I sometimes wonder how my life would have turned out if I hadn’t peeled the stickers off my board that night. If I hadn’t changed schools or earnestly scribbled my goals on a whiteboard with my mom. What if I hadn’t volunteered at Rainforest Action Network or gone to Yvon’s house on New Year’s eve all those years ago?
Before I went down to Yvon’s house my mom gave me a quote on a piece of paper to keep in my pocket. It’s by the poet Audre Lorde and I still have it till this day:
“When I dare to be powerful — to use my strength in the service of my vision — then it becomes less and less important whether I am afraid.”

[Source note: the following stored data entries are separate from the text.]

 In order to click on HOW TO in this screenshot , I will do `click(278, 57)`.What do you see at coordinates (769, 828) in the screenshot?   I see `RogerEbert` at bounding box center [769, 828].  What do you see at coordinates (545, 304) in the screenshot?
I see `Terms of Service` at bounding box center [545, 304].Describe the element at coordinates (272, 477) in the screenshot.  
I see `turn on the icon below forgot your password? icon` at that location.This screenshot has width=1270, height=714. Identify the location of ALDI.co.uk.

I believe that when we dream big, it hits a kind of cosmic note. I believe that the universe likes this melody and if you keep playing long enough, she will start leaving big tips. Too often, we make ourselves smaller than we really are because we’re afraid of coming across as egotistical or we don’t believe that we deserve success. But when we slouch our shoulders and mumble through life, the universe stops coming to our shows. And I’m not talking about fame or money or even being the center of attention. You can be totally behind the scenes while tuning into this cosmic melody. I also don’t think it’s about squinting your eyes really hard and “manifesting.” I think the easiest way to get the universe to support your work is by leaning into fear like you’re biking into a chilly headwind, and sending that fucking email.